Browse our ebook database by

William Dean Howells

My Mark Twain
From "Literary Friends And Acquaintances" by William Dean Howells

My Mark Twain From "Literary Friends And Acquaintances"

Format ePub (for Digital Readers, including the Sony Reader, and PC/MAC) and Mobi (for Amazon Kindle)
Buy it This eBook, and all the other books on this site, is available on the eShelf Books DVD. Buy it here.

Excerpt

It was in the little office of James T. Fields, over the bookstore of Ticknor & Fields, at 124 Tremont Street, Boston, that I first met my friend of now forty-four years, Samuel L. Clemens.  Mr.
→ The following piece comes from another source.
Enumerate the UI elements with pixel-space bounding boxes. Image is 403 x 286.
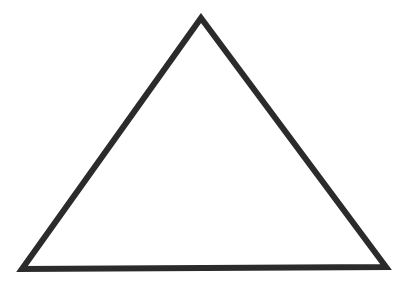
triangle-diagram bbox=[0, 0, 403, 286]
Fields was then the editor of The Atlantic Monthly, and I was his proud and glad assistant, with a pretty free hand as to manuscripts, and an unmanacled command of the book-notices at the end of the magazine.  I wrote nearly all of them myself, and in 1869 I had written rather a long notice of a book just winning its way to universal favor.  In this review I had intimated my reservations concerning the ‘Innocents Abroad’, but I had the luck, if not the sense, to recognize that it was such fun as we had not had before.  I forget just what I said in praise of it, and it does not matter; it is enough that I praised it enough to satisfy the author.  He now signified as much, and he stamped his gratitude into my memory with a story wonderfully allegorizing the situation, which the mock modesty of print forbids my repeating here.  Throughout my long acquaintance with him his graphic touch was always allowing itself a freedom which I cannot bring my fainter pencil to illustrate.  He had the Southwestern, the Lincolnian, the Elizabethan breadth of parlance, which I suppose one ought not to call coarse without calling one’s self prudish; and I was often hiding away in discreet holes and corners the letters in which he had loosed his bold fancy to stoop on rank suggestion; I could not bear to burn them, and I could not, after the first reading, quite bear to look at them.  I shall best give my feeling on this point by saying that in it he was Shakespearian, or if his ghost will not suffer me the word, then he was Baconian.